A HOUSING management group to establish a new approach to the administration of local authority housing throughout the State has been announced by the Minister for Housing and Urban Renewal.
Speaking in Cork yesterday, Ms Liz McManus said the work of the group, which would be widely representative, would affect the lives of some 100,000 families living in less well off communities.
Comprising senior officials of her Department as well as local authority officials, the group's mandate would be to develop a programme of best practice by local authorities in managing their accommodation to establish an easily accessible housing advice and information service incorporating the "one stop shop" concept the establishment of an, appropriate programme for training local housing personnel and a monitoring arm for the programme and the identification of key housing performance indicators.
Ms McManus said an essential element of the group's work would be to liaise with residents living in local authority areas and to hear, at first hand through submissions, that their concerns were.
"I place great importance on effective housing, management and, in particular on the need to involve tenants in the running of their estates. Better management is vital if we are to improve the lives of the individual tenants and develop their communities.
"Tenant dissatisfaction, poor maintenance and a lack of any real say for estate residents ink how their estates are run have been a feature of housing estates in this country for decades. I, want to empower local communities so that they themselves will be better able to combat the problems of poverty, unemployment and the growing drugs threat.
"Estate management may be only a part in the process but it is a vital one," Ms McManus said.
The experience in cities such as Cork had shown it was no longer satisfactory to respond to the local authority housing crisis simply by building more houses quickly, she added.
While the provision of housing was important, subsequent management of estates and the creation of an atmosphere of pride in the people who lived in them, were just as important if community confidence was to be restored in less well off areas.
"There's a lot more to the provision of housing than bricks and, mortar. We must restore community pride and give people a real role, in the management of their estates she added. The Housing Management Group will issue its recommendations later this year.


● **DIRECTIONS FOR THIS TASK**
Say nothing but the number of lines below in which the string "Clear" appears.

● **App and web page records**
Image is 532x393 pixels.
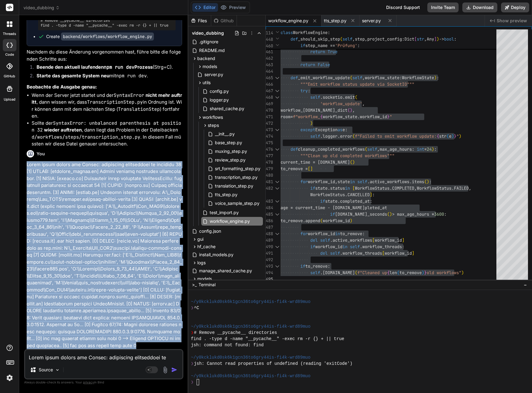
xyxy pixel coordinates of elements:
span: workflow_id [323,218,350,223]
span: self [310,270,320,276]
img: settings [4,373,15,383]
span: Terminal [198,282,216,288]
span: voice_sample_step.py [214,200,260,207]
span: Show preview [497,18,527,24]
span: .logger.error [320,134,352,139]
span: ] [402,237,405,243]
div: Click to collapse the range. [273,211,281,218]
span: ( [352,134,355,139]
span: config.json [198,228,222,235]
div: 486 [266,218,272,224]
div: Create [46,34,154,40]
li: mit . [32,72,182,81]
div: 463 [266,62,272,68]
span: if [310,244,316,250]
span: : [437,75,439,80]
span: , [352,36,355,42]
span: ) [310,120,313,126]
span: old workflows" [427,270,461,276]
span: in [345,186,350,191]
div: Click to collapse the range. [273,146,281,152]
span: """Emit workflow status update via SocketIO""" [300,81,415,87]
div: 490 [266,244,272,250]
span: 'Prüfung' [335,43,357,48]
div: 466 [266,81,272,88]
div: 493 [266,263,272,269]
span: workflow_id [316,244,343,250]
li: (Strg+C). [32,64,182,72]
span: .socketio.emit [320,94,355,100]
code: npm run dev [116,73,147,79]
span: .workflow_threads [340,250,382,256]
span: self [350,244,360,250]
span: project_config [367,36,402,42]
span: [ [308,166,310,171]
div: Click to collapse the range. [273,126,281,133]
div: 491 [266,250,272,257]
span: review_step.py [214,156,246,164]
span: : [402,244,405,250]
div: 476 [266,146,272,152]
span: self [330,250,340,256]
span: , [362,101,365,107]
span: 'workflow_update' [320,101,362,107]
span: .[DOMAIN_NAME] [320,270,355,276]
span: ) [350,218,352,223]
div: Click to collapse the range. [273,88,281,94]
span: tts_step.py [214,191,238,198]
span: workflow_state [365,75,399,80]
li: Sollte der , dann liegt das Problem in der Datei . In diesem Fall müssten wir diese Datei genauer... [32,120,182,148]
span: : [402,36,405,42]
span: current_time = [DOMAIN_NAME] [280,160,350,165]
span: str [439,134,447,139]
span: f"workflow_ [293,114,320,119]
span: README.md [198,47,225,54]
p: Nachdem du diese Änderung vorgenommen hast, führe bitte die folgenden Schritte aus: [27,49,182,63]
span: ^C [194,305,199,311]
span: -> [439,36,444,42]
button: Deploy [501,2,529,12]
span: ] [310,166,313,171]
span: , [377,146,380,152]
span: [ [415,36,417,42]
span: > max_age_hours * [392,212,434,217]
span: install_models.py [198,251,234,259]
span: srt_formatting_step.py [214,165,261,172]
div: 469 [266,100,272,107]
strong: Starte das gesamte System neu [36,73,109,79]
span: _emit_workflow_update [298,75,350,80]
span: [ [382,250,385,256]
span: cleanup_completed_workflows [298,146,365,152]
div: 494 [266,269,272,276]
code: npm run dev [104,64,135,70]
span: self [343,36,352,42]
span: if [310,186,316,191]
div: 483 [266,198,272,205]
span: backend [197,55,215,62]
span: workflow_id [375,237,402,243]
span: : [434,146,437,152]
span: def [290,146,298,152]
div: 480 [266,172,272,179]
span: workflow_[DOMAIN_NAME]_dict [280,107,348,113]
span: , [365,36,367,42]
span: if [300,263,306,269]
span: hf_cache [197,244,216,250]
span: state.status [316,186,345,191]
span: >_ [192,282,197,288]
span: ( [340,36,343,42]
span: .workflow_threads [360,244,402,250]
span: 24 [427,146,432,152]
span: self [367,146,377,152]
span: ( [320,218,323,223]
div: 481 [266,179,272,185]
div: 474 [266,133,272,140]
div: 462 [266,55,272,62]
div: 468 [266,94,272,100]
div: 479 [266,166,272,172]
div: Click to collapse the range. [273,185,281,192]
div: 482 [266,185,272,192]
div: Click to collapse the range. [273,179,281,185]
span: workflows [203,114,223,120]
button: Invite Team [427,2,459,12]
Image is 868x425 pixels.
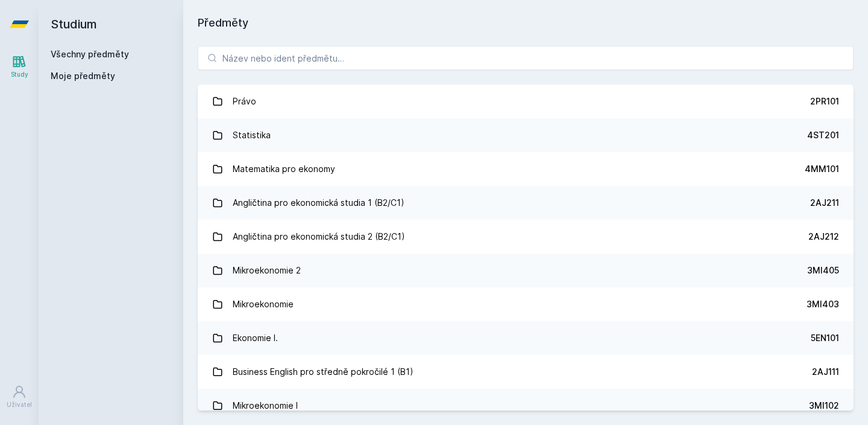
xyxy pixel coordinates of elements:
a: Statistika 4ST201 [198,119,854,152]
a: Uživatel [2,378,36,415]
span: Moje předměty [51,70,115,82]
div: Matematika pro ekonomy [233,157,336,181]
div: Mikroekonomie [233,292,294,316]
a: Ekonomie I. 5EN101 [198,321,854,355]
div: 2PR101 [810,96,839,107]
a: Business English pro středně pokročilé 1 (B1) 2AJ111 [198,355,854,389]
a: Všechny předměty [51,49,129,59]
div: 3MI102 [809,400,839,412]
a: Právo 2PR101 [198,84,854,119]
a: Angličtina pro ekonomická studia 2 (B2/C1) 2AJ212 [198,220,854,253]
div: Angličtina pro ekonomická studia 2 (B2/C1) [233,225,405,248]
a: Angličtina pro ekonomická studia 1 (B2/C1) 2AJ211 [198,186,854,220]
div: Study [11,70,29,79]
div: 2AJ212 [808,230,839,243]
div: Právo [233,89,256,114]
a: Study [2,48,36,85]
div: Uživatel [7,400,32,409]
div: 2AJ111 [812,366,839,378]
div: Mikroekonomie I [233,393,298,418]
a: Mikroekonomie I 3MI102 [198,389,854,423]
div: 4ST201 [808,129,839,141]
a: Mikroekonomie 3MI403 [198,288,854,321]
h1: Předměty [198,15,854,31]
input: Název nebo ident předmětu… [198,46,854,70]
div: Angličtina pro ekonomická studia 1 (B2/C1) [233,190,405,215]
a: Matematika pro ekonomy 4MM101 [198,152,854,186]
div: 4MM101 [805,163,839,175]
div: Ekonomie I. [233,326,278,350]
div: 3MI403 [807,298,839,311]
div: Statistika [233,123,271,147]
div: 2AJ211 [810,197,839,209]
div: 3MI405 [808,264,839,276]
div: Mikroekonomie 2 [233,258,300,283]
div: 5EN101 [811,332,839,344]
a: Mikroekonomie 2 3MI405 [198,253,854,288]
div: Business English pro středně pokročilé 1 (B1) [233,360,414,384]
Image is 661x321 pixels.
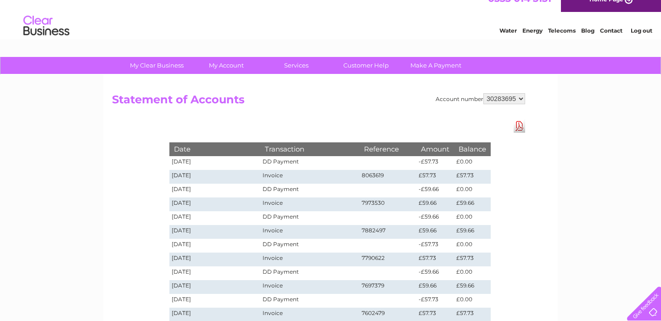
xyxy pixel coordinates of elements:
div: Clear Business is a trading name of Verastar Limited (registered in [GEOGRAPHIC_DATA] No. 3667643... [114,5,548,45]
td: 7790622 [359,252,416,266]
td: Invoice [260,197,359,211]
td: -£57.73 [416,294,454,307]
th: Amount [416,142,454,156]
td: £59.66 [454,280,490,294]
a: Energy [522,39,542,46]
td: -£57.73 [416,239,454,252]
td: 7973530 [359,197,416,211]
td: Invoice [260,225,359,239]
td: -£59.66 [416,266,454,280]
td: 8063619 [359,170,416,184]
a: Make A Payment [398,57,473,74]
td: -£59.66 [416,184,454,197]
a: Blog [581,39,594,46]
a: Telecoms [548,39,575,46]
td: £59.66 [416,225,454,239]
div: Account number [435,93,525,104]
td: £57.73 [454,252,490,266]
td: [DATE] [169,266,260,280]
td: DD Payment [260,239,359,252]
td: [DATE] [169,239,260,252]
td: DD Payment [260,184,359,197]
th: Transaction [260,142,359,156]
td: [DATE] [169,170,260,184]
a: Customer Help [328,57,404,74]
td: -£57.73 [416,156,454,170]
th: Balance [454,142,490,156]
td: 7697379 [359,280,416,294]
td: DD Payment [260,156,359,170]
td: [DATE] [169,280,260,294]
td: [DATE] [169,156,260,170]
td: £59.66 [416,280,454,294]
a: My Clear Business [119,57,195,74]
th: Date [169,142,260,156]
td: DD Payment [260,266,359,280]
td: £57.73 [416,252,454,266]
td: £57.73 [454,170,490,184]
td: Invoice [260,252,359,266]
td: Invoice [260,280,359,294]
td: £59.66 [454,225,490,239]
a: 0333 014 3131 [488,5,551,16]
a: Contact [600,39,622,46]
td: £57.73 [416,170,454,184]
td: £0.00 [454,184,490,197]
th: Reference [359,142,416,156]
td: £59.66 [416,197,454,211]
td: Invoice [260,170,359,184]
td: [DATE] [169,294,260,307]
a: Water [499,39,517,46]
td: [DATE] [169,197,260,211]
a: Log out [630,39,652,46]
td: £0.00 [454,156,490,170]
td: DD Payment [260,211,359,225]
td: £0.00 [454,239,490,252]
td: DD Payment [260,294,359,307]
h2: Statement of Accounts [112,93,525,111]
a: Download Pdf [513,119,525,133]
td: [DATE] [169,211,260,225]
td: [DATE] [169,252,260,266]
td: -£59.66 [416,211,454,225]
td: £59.66 [454,197,490,211]
td: 7882497 [359,225,416,239]
td: £0.00 [454,266,490,280]
a: Services [258,57,334,74]
td: £0.00 [454,294,490,307]
td: [DATE] [169,184,260,197]
img: logo.png [23,24,70,52]
a: My Account [189,57,264,74]
td: [DATE] [169,225,260,239]
td: £0.00 [454,211,490,225]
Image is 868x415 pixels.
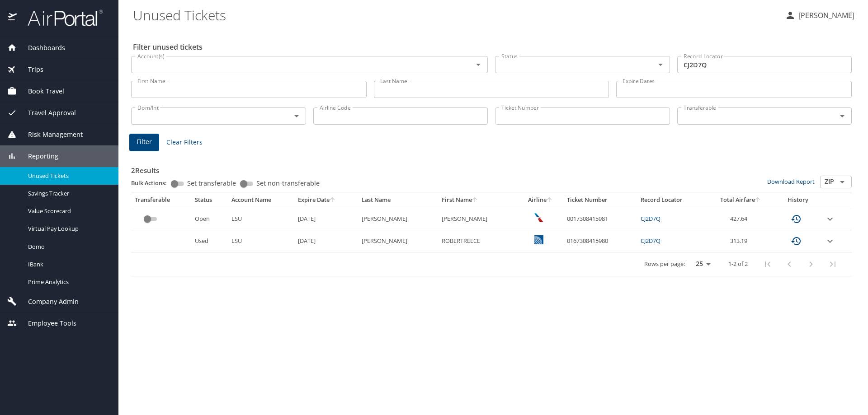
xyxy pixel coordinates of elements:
td: Open [191,208,228,230]
span: Unused Tickets [28,172,108,180]
th: Record Locator [637,193,707,208]
h2: Filter unused tickets [133,40,854,54]
button: Open [472,58,484,71]
button: Filter [129,134,159,151]
span: Travel Approval [16,108,76,118]
span: Set transferable [187,180,236,186]
span: Value Scorecard [28,207,108,215]
span: Savings Tracker [28,189,108,198]
span: Virtual Pay Lookup [28,224,108,233]
th: Airline [518,193,563,208]
span: Dashboards [16,42,65,52]
a: Download Report [768,177,815,185]
th: First Name [438,193,518,208]
th: Expire Date [294,193,358,208]
button: sort [329,197,336,203]
button: sort [547,197,553,203]
th: Account Name [228,193,294,208]
th: Status [191,193,228,208]
td: 0017308415981 [563,208,637,230]
img: airportal-logo.png [17,9,102,26]
span: Company Admin [16,297,79,307]
button: Open [836,175,849,188]
td: LSU [228,208,294,230]
span: Filter [137,137,152,147]
h1: Unused Tickets [133,1,777,29]
button: Open [291,109,303,122]
button: sort [472,197,478,203]
span: Risk Management [16,129,82,139]
span: Clear Filters [167,137,203,148]
p: 1-2 of 2 [729,261,748,267]
td: ROBERTREECE [438,231,518,252]
span: Book Travel [16,86,64,96]
td: LSU [228,231,294,252]
div: Transferable [135,196,187,204]
span: Domo [28,242,108,251]
th: Last Name [358,193,438,208]
button: expand row [825,213,835,224]
p: Bulk Actions: [131,179,174,187]
select: rows per page [689,258,714,271]
button: Open [654,58,667,71]
span: Reporting [16,151,58,161]
th: Ticket Number [563,193,637,208]
td: [PERSON_NAME] [358,208,438,230]
span: Set non-transferable [256,180,320,186]
img: United Airlines [534,235,543,244]
table: custom pagination table [131,193,852,277]
a: CJ2D7Q [641,214,661,222]
button: Open [836,109,849,122]
span: Prime Analytics [28,278,108,287]
th: History [775,193,821,208]
span: Trips [16,64,43,74]
a: CJ2D7Q [641,237,661,245]
p: [PERSON_NAME] [796,10,854,21]
span: IBank [28,260,108,269]
button: sort [755,197,761,203]
td: [DATE] [294,208,358,230]
td: [DATE] [294,231,358,252]
td: 427.64 [707,208,775,230]
td: Used [191,231,228,252]
h3: 2 Results [131,160,852,175]
img: American Airlines [534,213,543,222]
button: expand row [825,236,835,247]
button: Clear Filters [163,134,206,151]
td: 313.19 [707,231,775,252]
th: Total Airfare [707,193,775,208]
span: Employee Tools [16,318,76,328]
button: [PERSON_NAME] [781,7,858,24]
td: 0167308415980 [563,231,637,252]
td: [PERSON_NAME] [438,208,518,230]
p: Rows per page: [644,261,685,267]
img: icon-airportal.png [8,9,17,26]
td: [PERSON_NAME] [358,231,438,252]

● **EXERCISE ANSWER**
4